A former Marine is organizing a protest to demand that Donald Trump apologize for vastly overstating the amount he raised for veterans at a fundraiser earlier this year.
According to published stories, Trump bragged that he had raised $6 million at the event. But recently, his campaign manager, Corey Lewandowski, admitted that the amount was $4.5 million.
An accounting of the money raised at the event by the Washington Post showed that only $3.1 million had been raised.
Lewandowski later told CNN the amount raised was less than $6 million, and said the $4.5 billion figure he had given the Post earlier was inaccurate.
The fundraiser brought in at least $3.1 million in donations to veterans groups, according to accounting by the Post.
McCoy, who served in the Marine Corps from January 2008 to December 2013 and is now a Columbia University student, said the protest was a spontaneous, grassroots response to the revelations reported by the Post and CNN.
"Donald has attempted to use the respect that American voters have for veterans to obscure the fact that he is completely unfit to be our commander in chief," McCoy, 27, told The Hill.
"As a veteran I think it's unacceptable that he has made promises he is unwilling to keep," he said.
McCoy is a registered Democrat, but said he has no official connection to any campaign and that veterans of all ages, political affiliations, genders and services will be represented at the protest.
McCoy says he is expecting somewhere between 20 and 40 veterans, with more participating online using #VetsVsHate.
He said the hashtag was used previously to protest Trump's "Islamophobic attitudes."
McCoy's press release cites a litany of other grievances with Trump: "He has insulted prisoners of war and later refused to apologize. He has demeaned our service members, referring to the US military as a 'disaster.' And he has signaled his support for privatizing the Department of Veterans Affairs, a move which is opposed by a majority of veterans.
"If elected President, Donald Trump's policies would make America less safe. Based on his broken promises, we cannot trust Trump to live up to our commitments to our nation's veterans," he said.
Trump has said he would order the military to waterboard terrorist suspects, despite the practice being against the Geneva Convention. He later backtracked from that stance, according to the Wall Street Journal.
"It worries me that he would make that kind of statement because it puts our troops and our allies at greater risk," said McCoy, who served in embassy security in the Marines, before leaving as a sergeant.
"It encourages and validates the actions of groups like [the Islamic State in Iraq and Syria," he said.
McCoy can claim non-partisanship all he wants, but I suspect that even if he isn't connected to a Democratic campaign, his effort is geared toward injuring the Republican.
Nevertheless, exposing Trump as a serial exaggerator doesn't take a lot of work. Nor does demonstrating Trump's conflicted views on the military.
The fundraiser was a political stunt, nothing more. But it hasn't affected Trump's standing vis-à-vis Hillary Clinton. He holds a wide lead over Clinton among active-duty personnel.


» **What is being asked**: The answer is a single number: the count of lines in the records below that contain the word "BEVERAGES".
Start of Exercise input
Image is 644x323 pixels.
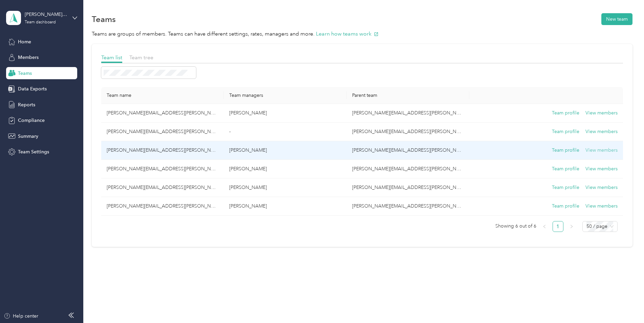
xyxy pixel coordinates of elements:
button: Team profile [552,184,580,192]
th: Team managers [224,87,347,104]
td: tim.dunn@convergint.com [101,123,224,141]
li: 1 [553,221,563,232]
td: chris.grimes@convergint.com [347,123,470,141]
span: Team tree [130,54,153,61]
button: Team profile [552,146,580,154]
p: [PERSON_NAME] [229,184,341,192]
button: New team [601,13,633,25]
button: right [566,221,577,232]
div: Team dashboard [25,20,56,24]
button: Team profile [552,165,580,173]
span: Summary [18,133,38,140]
button: View members [586,110,618,117]
button: View members [586,203,618,210]
span: Showing 6 out of 6 [496,221,536,232]
div: [PERSON_NAME][EMAIL_ADDRESS][PERSON_NAME][DOMAIN_NAME] [25,11,67,18]
p: Teams are groups of members. Teams can have different settings, rates, managers and more. [92,30,633,38]
td: andy.watts@convergint.com [101,160,224,178]
td: bob.berkery@convergint.com [347,178,470,197]
button: View members [586,184,618,192]
td: bob.berkery@convergint.com [347,197,470,216]
button: left [539,221,550,232]
button: Learn how teams work [316,30,379,38]
th: Parent team [347,87,470,104]
td: larry.hillman@convergint.com [347,141,470,160]
span: 50 / page [586,222,613,232]
button: View members [586,146,618,154]
td: josh.lloyd@convergint.com [101,178,224,197]
p: [PERSON_NAME] [229,203,341,210]
p: [PERSON_NAME] [229,110,341,117]
h1: Teams [92,16,116,23]
td: chris.grimes@convergint.com [347,160,470,178]
button: Help center [4,312,38,320]
p: [PERSON_NAME] [229,146,341,154]
td: bob.berkery@convergint.com [101,141,224,160]
span: Team Settings [18,148,49,155]
td: bob.berkery@convergint.com [347,104,470,123]
li: Next Page [566,221,577,232]
span: - [229,129,230,135]
button: Team profile [552,128,580,135]
span: Reports [18,101,35,108]
td: steve.ginther@convergint.com [101,104,224,123]
td: - [224,123,347,141]
span: Data Exports [18,85,47,93]
button: Team profile [552,203,580,210]
li: Previous Page [539,221,550,232]
iframe: Everlance-gr Chat Button Frame [606,285,644,323]
button: View members [586,165,618,173]
p: [PERSON_NAME] [229,165,341,173]
button: Team profile [552,110,580,117]
span: Members [18,54,39,61]
a: 1 [553,222,563,232]
span: left [543,225,546,228]
span: Teams [18,69,32,77]
button: View members [586,128,618,135]
th: Team name [101,87,224,104]
td: chris.grimes@convergint.com [101,197,224,216]
span: right [570,225,574,228]
div: Page Size [583,221,618,232]
span: Compliance [18,117,44,124]
span: Team list [101,54,122,61]
span: Home [18,38,31,46]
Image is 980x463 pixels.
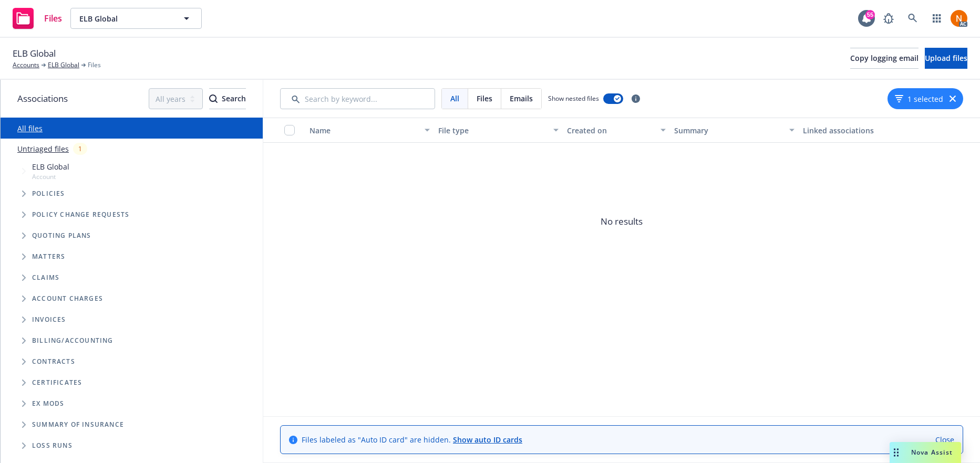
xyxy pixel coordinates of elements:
img: photo [951,10,968,27]
button: Upload files [925,48,968,69]
span: No results [263,143,980,300]
span: Emails [510,93,533,104]
span: Files [88,60,101,69]
input: Select all [284,125,295,135]
div: Linked associations [803,125,923,136]
a: Show auto ID cards [453,435,523,445]
div: Drag to move [890,442,903,463]
span: Files [477,93,493,104]
div: 55 [866,10,875,20]
span: Nova Assist [911,448,953,457]
button: Created on [563,117,670,143]
span: ELB Global [13,47,56,60]
button: File type [434,117,563,143]
span: Account charges [32,296,103,302]
span: Associations [17,92,68,105]
span: Files [44,15,62,22]
div: Name [310,125,419,136]
button: Linked associations [799,117,928,143]
button: SearchSearch [209,88,246,109]
a: Report a Bug [879,8,899,29]
div: Search [209,89,246,109]
button: Nova Assist [890,442,961,463]
button: Copy logging email [850,48,919,69]
span: Ex Mods [32,400,64,407]
button: Summary [670,117,799,143]
span: Account [32,172,70,181]
button: Name [305,117,434,143]
a: Accounts [13,60,39,69]
div: 1 [73,143,88,155]
a: Untriaged files [17,143,69,154]
a: Search [903,8,923,29]
div: File type [439,125,547,136]
span: Summary of insurance [32,422,124,428]
span: Matters [32,254,65,260]
span: Copy logging email [850,53,919,63]
div: Tree Example [1,159,263,330]
span: Contracts [32,358,76,365]
span: Upload files [925,53,968,63]
span: ELB Global [79,13,170,24]
span: All [451,93,459,104]
span: Quoting plans [32,232,92,239]
a: ELB Global [48,60,79,69]
span: Billing/Accounting [32,338,113,344]
span: Invoices [32,316,66,323]
span: Show nested files [548,94,599,103]
a: All files [17,123,43,134]
a: Close [935,435,954,445]
div: Summary [675,125,783,136]
a: Files [9,3,66,33]
button: 1 selected [895,93,944,105]
a: Switch app [927,8,947,29]
span: Claims [32,274,59,281]
div: Created on [567,125,655,136]
span: Files labeled as "Auto ID card" are hidden. [302,435,523,445]
svg: Search [209,94,218,103]
input: Search by keyword... [280,88,435,109]
button: ELB Global [70,8,202,29]
span: Loss Runs [32,442,73,449]
span: Policy change requests [32,212,130,218]
span: Policies [32,190,65,197]
span: ELB Global [32,161,70,172]
span: Certificates [32,380,82,386]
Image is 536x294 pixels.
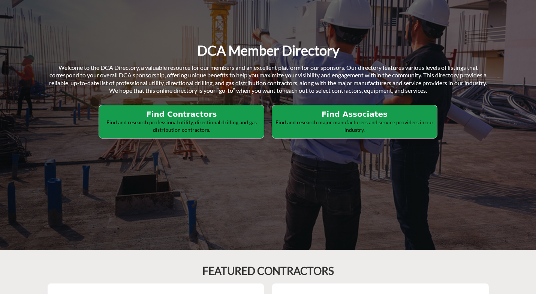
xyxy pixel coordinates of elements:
p: Find and research professional utility, directional drilling and gas distribution contractors. [101,119,262,133]
button: Find Associates Find and research major manufacturers and service providers in our industry. [272,105,438,138]
h1: DCA Member Directory [197,42,339,59]
span: Welcome to the DCA Directory, a valuable resource for our members and an excellent platform for o... [49,64,487,94]
button: Find Contractors Find and research professional utility, directional drilling and gas distributio... [99,105,264,138]
h2: Find Associates [275,110,435,119]
h2: Find Contractors [101,110,262,119]
h2: FEATURED CONTRACTORS [203,264,334,277]
p: Find and research major manufacturers and service providers in our industry. [275,119,435,133]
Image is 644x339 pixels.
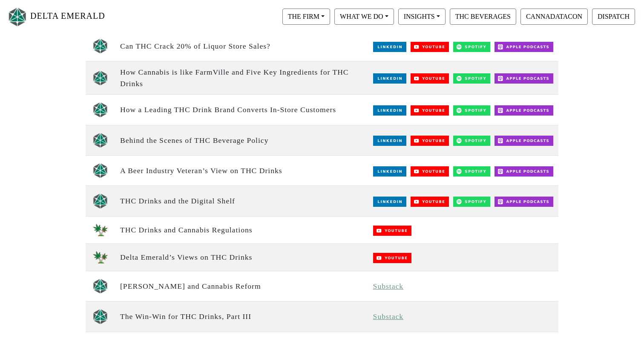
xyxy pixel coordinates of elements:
img: LinkedIn [373,135,406,146]
a: CANNADATACON [518,12,590,20]
img: Spotify [453,135,490,146]
td: How a Leading THC Drink Brand Converts In-Store Customers [115,95,368,125]
button: CANNADATACON [520,9,588,25]
a: Substack [373,282,404,290]
img: Apple Podcasts [495,135,553,146]
img: YouTube [410,166,449,177]
td: Behind the Scenes of THC Beverage Policy [115,125,368,155]
td: [PERSON_NAME] and Cannabis Reform [115,271,368,301]
button: THE FIRM [283,9,330,25]
img: unscripted logo [93,132,108,148]
td: A Beer Industry Veteran’s View on THC Drinks [115,155,368,185]
td: Can THC Crack 20% of Liquor Store Sales? [115,31,368,61]
img: LinkedIn [373,105,406,116]
img: unscripted logo [93,163,108,178]
img: LinkedIn [373,42,406,52]
img: Apple Podcasts [495,105,553,116]
a: Substack [373,312,404,321]
img: YouTube [410,42,449,52]
img: cannadatacon logo [93,224,108,236]
td: THC Drinks and the Digital Shelf [115,186,368,216]
img: LinkedIn [373,196,406,207]
td: Delta Emerald’s Views on THC Drinks [115,243,368,271]
img: Spotify [453,42,490,52]
img: LinkedIn [373,73,406,83]
button: THC BEVERAGES [450,9,516,25]
a: DISPATCH [590,12,637,20]
img: LinkedIn [373,166,406,177]
img: Apple Podcasts [495,196,553,207]
img: YouTube [410,196,449,207]
img: Spotify [453,166,490,177]
img: Spotify [453,73,490,83]
img: Apple Podcasts [495,166,553,177]
img: unscripted logo [93,38,108,54]
img: dispatch logo [93,278,108,293]
img: YouTube [410,73,449,83]
button: WHAT WE DO [334,9,394,25]
td: The Win-Win for THC Drinks, Part III [115,301,368,332]
td: How Cannabis is like FarmVille and Five Key Ingredients for THC Drinks [115,61,368,95]
img: dispatch logo [93,308,108,324]
img: unscripted logo [93,70,108,86]
img: unscripted logo [93,193,108,208]
a: THC BEVERAGES [447,12,518,20]
img: Apple Podcasts [495,42,553,52]
a: DELTA EMERALD [7,3,105,30]
td: THC Drinks and Cannabis Regulations [115,216,368,243]
img: cannadatacon logo [93,251,108,263]
img: Apple Podcasts [495,73,553,83]
img: YouTube [373,253,412,263]
img: Spotify [453,105,490,116]
button: DISPATCH [592,9,635,25]
img: YouTube [410,105,449,116]
img: YouTube [410,135,449,146]
img: Logo [7,6,28,28]
img: YouTube [373,226,412,235]
button: INSIGHTS [398,9,445,25]
img: Spotify [453,196,490,207]
img: unscripted logo [93,102,108,117]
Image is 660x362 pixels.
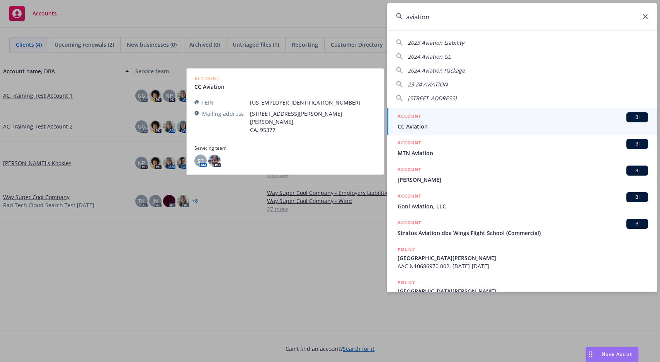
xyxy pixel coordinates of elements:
span: 23 24 AVIATION [407,81,448,88]
span: MTN Aviation [397,149,648,157]
span: CC Aviation [397,122,648,131]
a: ACCOUNTBIMTN Aviation [387,135,657,161]
h5: POLICY [397,279,415,287]
span: [GEOGRAPHIC_DATA][PERSON_NAME] [397,287,648,295]
h5: ACCOUNT [397,192,421,202]
span: BI [629,114,645,121]
a: ACCOUNTBI[PERSON_NAME] [387,161,657,188]
span: BI [629,141,645,148]
a: ACCOUNTBICC Aviation [387,108,657,135]
span: AAC N10686970 002, [DATE]-[DATE] [397,262,648,270]
span: [STREET_ADDRESS] [407,95,457,102]
span: 2023 Aviation Liability [407,39,464,46]
span: Nova Assist [601,351,632,358]
span: 2024 Aviation GL [407,53,450,60]
span: 2024 Aviation Package [407,67,465,74]
span: BI [629,167,645,174]
h5: ACCOUNT [397,112,421,122]
a: POLICY[GEOGRAPHIC_DATA][PERSON_NAME]AAC N10686970 002, [DATE]-[DATE] [387,241,657,275]
span: BI [629,221,645,227]
span: [PERSON_NAME] [397,176,648,184]
h5: ACCOUNT [397,166,421,175]
a: ACCOUNTBIGoni Aviation, LLC [387,188,657,215]
h5: POLICY [397,246,415,253]
span: BI [629,194,645,201]
span: [GEOGRAPHIC_DATA][PERSON_NAME] [397,254,648,262]
a: POLICY[GEOGRAPHIC_DATA][PERSON_NAME] [387,275,657,308]
h5: ACCOUNT [397,139,421,148]
a: ACCOUNTBIStratus Aviation dba Wings Flight School (Commercial) [387,215,657,241]
button: Nova Assist [585,347,638,362]
h5: ACCOUNT [397,219,421,228]
span: Stratus Aviation dba Wings Flight School (Commercial) [397,229,648,237]
input: Search... [387,3,657,31]
div: Drag to move [586,347,595,362]
span: Goni Aviation, LLC [397,202,648,210]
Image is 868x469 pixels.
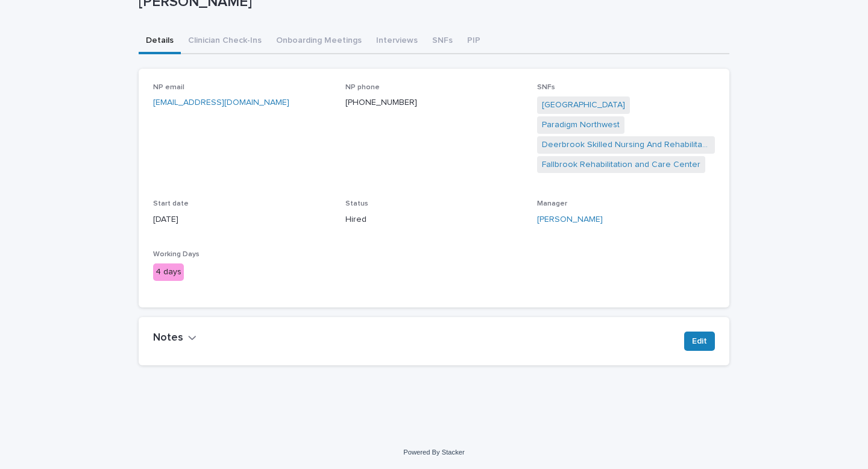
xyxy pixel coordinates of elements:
[345,84,380,91] span: NP phone
[460,29,488,55] button: PIP
[153,251,200,258] span: Working Days
[543,99,625,112] a: [GEOGRAPHIC_DATA]
[153,200,189,208] span: Start date
[692,335,707,347] span: Edit
[153,332,196,345] button: Notes
[425,29,460,55] button: SNFs
[345,200,368,208] span: Status
[543,119,620,131] a: Paradigm Northwest
[404,449,464,456] a: Powered By Stacker
[345,213,523,226] p: Hired
[181,29,269,55] button: Clinician Check-Ins
[369,29,425,55] button: Interviews
[537,84,555,91] span: SNFs
[543,139,710,151] a: Deerbrook Skilled Nursing And Rehabilitation
[153,99,289,107] a: [EMAIL_ADDRESS][DOMAIN_NAME]
[684,332,715,351] button: Edit
[153,332,184,345] h2: Notes
[537,213,603,226] a: [PERSON_NAME]
[153,84,185,91] span: NP email
[139,29,181,55] button: Details
[537,200,568,208] span: Manager
[543,159,701,171] a: Fallbrook Rehabilitation and Care Center
[345,99,417,107] a: [PHONE_NUMBER]
[153,213,331,226] p: [DATE]
[153,263,184,281] div: 4 days
[269,29,369,55] button: Onboarding Meetings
End of Exercise input
» **Solved problem**: 2